I’ve been thinking about Faust a lot lately, not – I hasten to add – as a role model.
What intrigues about Faust is not the prurient possibilities of limitless knowledge and consequenceless evil but the quick descent and slow realisation and finally, the horror.
I’ve been thinking about Faust a lot lately, not – I hasten to add – as a role model, although there is certainly something to be said for getting the best out of every situation. It is more that I have been noticing the prevalence of the Faust-type in different guises.
The most obvious in retrospect was crooked cop Vic Mackey of The Shield, a man with no need of an external Mephistopheles. Mackey was bad from the start, seven seasons ago, shooting dead a fellow officer and committing the equivalent of the Great Train Robbery in the nastiest part of LA, where immigrant gangs dance with drugs and guns. Mackey got worse.
Throughout the show’s run, he sacrificed what the rest of us would identify as justice to his own perverse sense of right, which was often equated with personal gain. Every solution brough another problem in a chain so complex it was rarely clear who was doing what and why.
The final link – or at least the fade to black – featured Mackey, a violent, profane, autocratic (in the true sense of the word) cop chained to a desk job, a new penpusher in a corporate world. This was the solution to his sequence of problems, but it was also his damnation, as the camera lingered on him, last in his office at night, the only sound the neon light buzzing endlessly.
Another Faust is closer in time and location to Goethe’s: Ibsen’s surreal verse-play Peer Gynt, which anticipated Freud by having the fabulist Gynt meet his own subconscious. Staged by the National Theatre of Scotland at the Barbican (after their knockout Black Watch), the play is transferred from Norway to the Scottish wilds, but all the grotesqueries and horrors are kept.
This doesn’t sound promising for Faust, but when presented with the love of a good woman (Solveig for Gretchen), he abandons her for sexual pleasure, violence at the hands of the trolls (really) and a life of arms-dealing wealth in decadent Africa. Eventually he is taken to an asylum (or has he always been mad?) and on his return home (in the NToS’s version, on easyJet), he witnesses his own funeral.
The NToS is a rootless company, with no home theatre, and it is a brave attempt to present such a forbidding, difficult play around the country. What makes it successful is the emotion is draws out of Gynt’s descent, first smothered under his vile plutocratic self, but brought out in the asylum. That Gynt may eventually be redeemed does not mean he has not embraced the values of Faust.
Whereas Goethe’s Faust wanted knowledge, Vic Mackey and Peer Gynt both want wealth, but all three sacrifice their humanity. They prove the enduring popularity of an archetype whose vileness we are attracted to because, perhaps, we understand what drives them. There will always be room for more Fausts.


YOUR TASK — Count lines holding the string "Prewt" in the data that follows. Reply with one number only.

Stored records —
• • • • •
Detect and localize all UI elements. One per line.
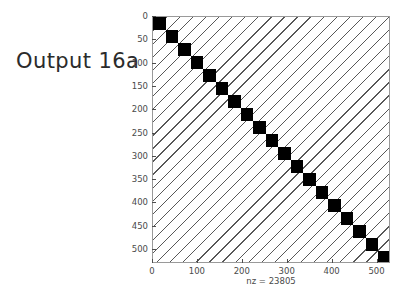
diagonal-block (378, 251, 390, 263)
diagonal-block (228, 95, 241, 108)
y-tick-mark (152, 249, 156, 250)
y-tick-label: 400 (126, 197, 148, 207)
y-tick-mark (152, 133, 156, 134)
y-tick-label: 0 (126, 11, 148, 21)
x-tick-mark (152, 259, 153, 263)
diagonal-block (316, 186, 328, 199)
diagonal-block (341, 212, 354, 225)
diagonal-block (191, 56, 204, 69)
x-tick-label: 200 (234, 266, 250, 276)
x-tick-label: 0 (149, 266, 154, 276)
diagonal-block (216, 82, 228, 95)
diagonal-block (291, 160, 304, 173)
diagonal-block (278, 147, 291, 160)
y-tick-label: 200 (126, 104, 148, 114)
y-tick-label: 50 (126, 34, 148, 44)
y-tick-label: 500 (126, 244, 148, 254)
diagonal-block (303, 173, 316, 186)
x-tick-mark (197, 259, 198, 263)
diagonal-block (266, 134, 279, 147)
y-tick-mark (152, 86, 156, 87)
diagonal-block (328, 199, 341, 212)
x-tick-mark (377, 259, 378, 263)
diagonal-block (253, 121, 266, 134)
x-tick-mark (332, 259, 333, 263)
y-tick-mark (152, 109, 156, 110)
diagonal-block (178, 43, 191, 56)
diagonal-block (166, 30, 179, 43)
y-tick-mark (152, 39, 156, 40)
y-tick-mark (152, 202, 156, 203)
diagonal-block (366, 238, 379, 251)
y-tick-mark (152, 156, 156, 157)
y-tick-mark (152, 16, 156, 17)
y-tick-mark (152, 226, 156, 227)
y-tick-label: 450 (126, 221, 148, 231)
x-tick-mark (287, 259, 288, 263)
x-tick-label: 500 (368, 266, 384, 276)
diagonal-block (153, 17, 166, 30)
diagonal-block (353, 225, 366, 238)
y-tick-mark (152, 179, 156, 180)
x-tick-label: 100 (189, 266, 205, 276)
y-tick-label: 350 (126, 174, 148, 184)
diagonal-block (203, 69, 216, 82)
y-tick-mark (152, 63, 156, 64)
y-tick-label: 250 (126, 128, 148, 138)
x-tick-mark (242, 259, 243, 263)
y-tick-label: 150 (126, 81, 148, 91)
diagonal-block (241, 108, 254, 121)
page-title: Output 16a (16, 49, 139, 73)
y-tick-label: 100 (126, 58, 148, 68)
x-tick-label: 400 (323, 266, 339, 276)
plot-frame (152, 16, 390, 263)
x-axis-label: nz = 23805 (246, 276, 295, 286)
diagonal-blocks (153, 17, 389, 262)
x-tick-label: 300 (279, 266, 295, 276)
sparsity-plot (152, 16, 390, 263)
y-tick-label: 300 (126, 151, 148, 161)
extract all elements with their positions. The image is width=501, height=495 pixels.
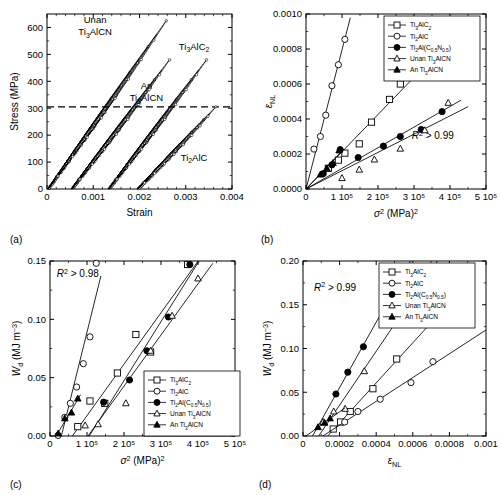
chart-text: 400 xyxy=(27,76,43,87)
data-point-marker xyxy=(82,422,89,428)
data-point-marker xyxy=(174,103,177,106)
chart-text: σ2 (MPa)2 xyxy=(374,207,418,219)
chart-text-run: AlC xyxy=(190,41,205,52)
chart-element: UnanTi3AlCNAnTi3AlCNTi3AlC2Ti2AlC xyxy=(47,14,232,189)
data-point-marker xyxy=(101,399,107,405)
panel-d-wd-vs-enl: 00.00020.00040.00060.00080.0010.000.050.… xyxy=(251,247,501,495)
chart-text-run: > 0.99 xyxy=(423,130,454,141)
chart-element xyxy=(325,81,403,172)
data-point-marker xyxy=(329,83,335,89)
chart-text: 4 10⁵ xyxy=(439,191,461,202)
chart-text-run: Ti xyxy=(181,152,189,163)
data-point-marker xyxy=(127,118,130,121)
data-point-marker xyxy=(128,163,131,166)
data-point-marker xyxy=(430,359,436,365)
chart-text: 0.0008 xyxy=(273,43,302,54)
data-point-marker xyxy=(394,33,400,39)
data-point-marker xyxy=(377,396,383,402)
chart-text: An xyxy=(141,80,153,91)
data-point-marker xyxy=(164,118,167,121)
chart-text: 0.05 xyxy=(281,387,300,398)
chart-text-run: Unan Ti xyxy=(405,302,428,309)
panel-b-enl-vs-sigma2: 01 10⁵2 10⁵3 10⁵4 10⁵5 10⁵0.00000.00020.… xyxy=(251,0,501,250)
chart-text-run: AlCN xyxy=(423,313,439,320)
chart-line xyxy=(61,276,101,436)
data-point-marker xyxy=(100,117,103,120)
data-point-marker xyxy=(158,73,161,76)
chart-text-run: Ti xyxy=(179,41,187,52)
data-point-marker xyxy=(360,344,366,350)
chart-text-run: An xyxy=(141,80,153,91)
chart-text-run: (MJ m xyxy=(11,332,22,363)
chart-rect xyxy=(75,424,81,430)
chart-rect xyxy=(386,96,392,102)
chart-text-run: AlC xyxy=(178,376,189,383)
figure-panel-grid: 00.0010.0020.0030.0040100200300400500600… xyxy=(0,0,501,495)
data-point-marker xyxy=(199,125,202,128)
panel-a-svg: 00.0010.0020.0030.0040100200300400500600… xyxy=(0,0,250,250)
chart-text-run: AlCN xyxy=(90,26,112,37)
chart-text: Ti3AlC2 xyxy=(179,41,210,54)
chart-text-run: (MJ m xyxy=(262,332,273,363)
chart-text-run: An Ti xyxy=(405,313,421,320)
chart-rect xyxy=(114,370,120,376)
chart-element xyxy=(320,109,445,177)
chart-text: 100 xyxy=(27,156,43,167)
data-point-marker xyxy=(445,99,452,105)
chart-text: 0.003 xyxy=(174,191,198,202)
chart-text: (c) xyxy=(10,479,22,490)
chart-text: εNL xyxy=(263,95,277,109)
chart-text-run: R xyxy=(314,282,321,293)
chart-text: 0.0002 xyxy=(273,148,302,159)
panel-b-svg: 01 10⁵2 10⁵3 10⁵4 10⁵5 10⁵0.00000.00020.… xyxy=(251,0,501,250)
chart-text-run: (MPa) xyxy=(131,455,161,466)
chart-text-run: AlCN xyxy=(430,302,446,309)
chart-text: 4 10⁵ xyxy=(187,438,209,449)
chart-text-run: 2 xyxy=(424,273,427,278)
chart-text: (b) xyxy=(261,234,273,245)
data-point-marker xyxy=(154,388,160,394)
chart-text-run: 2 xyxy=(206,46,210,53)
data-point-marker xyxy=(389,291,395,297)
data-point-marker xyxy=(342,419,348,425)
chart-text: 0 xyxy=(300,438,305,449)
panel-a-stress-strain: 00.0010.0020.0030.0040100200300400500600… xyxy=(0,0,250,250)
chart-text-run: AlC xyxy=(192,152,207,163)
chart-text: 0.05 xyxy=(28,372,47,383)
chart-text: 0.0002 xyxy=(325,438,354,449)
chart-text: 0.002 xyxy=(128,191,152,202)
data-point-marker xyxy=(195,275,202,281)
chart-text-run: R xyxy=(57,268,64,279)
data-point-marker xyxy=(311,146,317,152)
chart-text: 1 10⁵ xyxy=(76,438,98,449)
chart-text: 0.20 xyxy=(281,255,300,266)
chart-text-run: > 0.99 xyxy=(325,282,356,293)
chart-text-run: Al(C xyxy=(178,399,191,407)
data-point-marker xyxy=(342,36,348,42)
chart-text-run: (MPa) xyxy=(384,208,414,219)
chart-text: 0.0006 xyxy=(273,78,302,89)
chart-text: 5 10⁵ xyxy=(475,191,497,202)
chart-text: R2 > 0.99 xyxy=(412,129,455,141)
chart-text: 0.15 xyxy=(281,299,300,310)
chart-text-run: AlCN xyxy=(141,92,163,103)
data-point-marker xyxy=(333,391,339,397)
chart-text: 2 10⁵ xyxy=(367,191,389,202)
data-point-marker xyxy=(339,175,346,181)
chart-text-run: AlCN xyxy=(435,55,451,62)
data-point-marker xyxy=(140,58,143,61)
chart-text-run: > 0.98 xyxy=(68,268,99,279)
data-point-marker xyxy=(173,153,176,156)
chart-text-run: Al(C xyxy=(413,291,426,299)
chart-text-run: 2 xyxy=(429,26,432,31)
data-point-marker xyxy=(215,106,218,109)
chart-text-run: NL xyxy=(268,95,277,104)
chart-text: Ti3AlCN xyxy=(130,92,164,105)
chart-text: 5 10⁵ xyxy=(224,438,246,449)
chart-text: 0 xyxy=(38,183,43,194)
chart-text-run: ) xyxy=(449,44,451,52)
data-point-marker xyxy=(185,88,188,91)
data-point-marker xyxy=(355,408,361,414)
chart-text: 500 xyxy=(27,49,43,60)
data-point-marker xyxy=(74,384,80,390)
• • • • •
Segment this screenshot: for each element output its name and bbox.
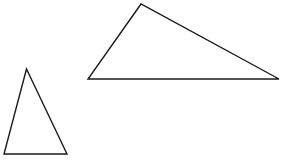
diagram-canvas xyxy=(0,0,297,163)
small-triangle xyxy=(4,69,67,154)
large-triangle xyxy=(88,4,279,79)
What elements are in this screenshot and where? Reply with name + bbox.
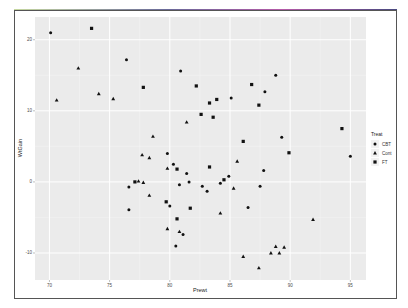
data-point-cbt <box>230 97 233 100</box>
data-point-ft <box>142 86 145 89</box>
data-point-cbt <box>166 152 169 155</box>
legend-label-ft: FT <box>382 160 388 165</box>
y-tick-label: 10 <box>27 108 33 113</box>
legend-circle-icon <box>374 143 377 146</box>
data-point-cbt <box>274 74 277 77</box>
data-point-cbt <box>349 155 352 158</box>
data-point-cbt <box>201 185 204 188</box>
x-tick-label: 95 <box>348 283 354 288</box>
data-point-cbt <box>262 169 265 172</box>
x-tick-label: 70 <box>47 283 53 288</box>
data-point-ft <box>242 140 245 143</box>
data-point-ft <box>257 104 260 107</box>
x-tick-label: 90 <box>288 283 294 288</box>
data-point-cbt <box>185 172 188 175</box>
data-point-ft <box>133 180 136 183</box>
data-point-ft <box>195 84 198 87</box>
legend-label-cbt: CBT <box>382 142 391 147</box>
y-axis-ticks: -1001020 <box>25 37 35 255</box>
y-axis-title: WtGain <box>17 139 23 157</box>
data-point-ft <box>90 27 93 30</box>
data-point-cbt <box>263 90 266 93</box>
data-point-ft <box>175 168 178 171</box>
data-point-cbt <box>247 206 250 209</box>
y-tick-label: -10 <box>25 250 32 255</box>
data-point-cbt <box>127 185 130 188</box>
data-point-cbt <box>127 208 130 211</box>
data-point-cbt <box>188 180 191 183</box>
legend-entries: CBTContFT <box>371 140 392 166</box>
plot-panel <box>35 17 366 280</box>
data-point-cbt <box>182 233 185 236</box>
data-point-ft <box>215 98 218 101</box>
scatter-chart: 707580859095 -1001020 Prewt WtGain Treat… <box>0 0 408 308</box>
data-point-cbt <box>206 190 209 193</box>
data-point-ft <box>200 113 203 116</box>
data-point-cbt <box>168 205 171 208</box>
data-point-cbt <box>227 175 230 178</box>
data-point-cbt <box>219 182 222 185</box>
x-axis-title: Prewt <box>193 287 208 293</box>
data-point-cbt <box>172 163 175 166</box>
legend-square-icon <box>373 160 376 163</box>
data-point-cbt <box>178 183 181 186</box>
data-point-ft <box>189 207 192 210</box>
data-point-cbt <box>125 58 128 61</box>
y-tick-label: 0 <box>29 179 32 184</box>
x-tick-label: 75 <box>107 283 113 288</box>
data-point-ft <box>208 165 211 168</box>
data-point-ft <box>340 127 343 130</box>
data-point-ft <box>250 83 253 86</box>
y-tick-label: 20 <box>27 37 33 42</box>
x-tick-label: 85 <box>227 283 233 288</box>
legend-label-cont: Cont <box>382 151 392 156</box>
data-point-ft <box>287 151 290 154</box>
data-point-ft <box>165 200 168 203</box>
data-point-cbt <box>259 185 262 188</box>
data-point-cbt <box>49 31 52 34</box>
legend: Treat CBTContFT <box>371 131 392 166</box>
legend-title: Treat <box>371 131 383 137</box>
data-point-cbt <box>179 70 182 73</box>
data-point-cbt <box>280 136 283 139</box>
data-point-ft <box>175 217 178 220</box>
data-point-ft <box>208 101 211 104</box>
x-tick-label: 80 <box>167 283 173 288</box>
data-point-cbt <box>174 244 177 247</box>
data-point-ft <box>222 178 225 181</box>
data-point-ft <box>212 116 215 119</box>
• • • • •
RESPONSE — 2